Dad was starting to get worse. He seemed absent for the majority of the day now. I could only assume he was doing better at his job than at home seeing as he hadn’t been fired yet, but apart from that, he hardly left the house anymore. He had taken to shutting himself in even more; I was doing all the shopping now and he wouldn’t even run to the store for me when I was busy already. Whenever I asked him for anything, he’d dismiss me with something bordering on hostility. He was starting to let me know that I had become a burden to him; he ceased thanking me for my little acts of care and kindness, for cooking his food and washing his clothes on which I started noticing stains of blood and vomit more and more often. Even if my mother had never been able to reveal the details of her death, I would have become extremely wary of Dad at that point. Things being as they were, I not only feared him, I hated him with all my heart.

The vines and branches of the rose bush became longer and longer. I opened my bedroom window one morning to find them clinging to the wall of the house. No wind, no rainfall, no storm had been able to break them, their petals were as white as the freshest snow and the green of their leaves was deep and strong. I didn’t even have to leave the house to talk to Mom anymore. Knowing she was right outside my room, guarding my sleep, was the most comfortable sensation I’d experienced in a long time.

A week after the branches had framed my window, they had found their way inside. I had left the backdoor open a crack so Mom could come in. She had found Dad sitting on the couch, passed out with tears in his eyes, and, as if to console him, had wrapped her many many arms around his sleeping body. The embrace looked so peaceful to me. Loving, almost. My father, curled up inside his cocoon of thorns and blossoms, showed me a final smile as his soul left his body. When he opened his eyes and broke free from the green cage, he was changed. There was life in his features, warmth in his arms as he squeezed me against his chest. No, not he.

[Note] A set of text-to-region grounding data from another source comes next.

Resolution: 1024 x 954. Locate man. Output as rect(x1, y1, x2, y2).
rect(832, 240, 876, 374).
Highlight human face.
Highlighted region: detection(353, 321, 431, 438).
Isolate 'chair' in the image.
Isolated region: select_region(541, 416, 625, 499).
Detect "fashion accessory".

“Hi, Mom,” I whispered as I pressed my red cheek against her chest, not minding the stinking shirt that clung to it.

“I missed the feeling of you so much,” she murmured, holding me even tighter. Her voice, though deep and raspy now, still held that familiar soothing tone. “I was afraid you’d try to stop me. I’m so sorry. For everything.”

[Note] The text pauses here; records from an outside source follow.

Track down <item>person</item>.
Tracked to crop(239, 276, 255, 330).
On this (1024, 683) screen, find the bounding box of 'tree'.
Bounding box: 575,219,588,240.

“Not your fault.” I wiped my nose on her belly. “I don’t care about nothing, I’m just… I’m just so glad you’re here. Like, here here.”

Mom let go of me, regarding me with bloodshot eyes that weren’t hers but held her gaze, her own true, devoted affection. “Why don’t you go back to bed, honey? I’ll see what I can throw together for breakfast.”

“Don’t you need to rest?”

Mom shook her head, cupping my face with one hand. “Right now, I just want to make my daughter something to eat.”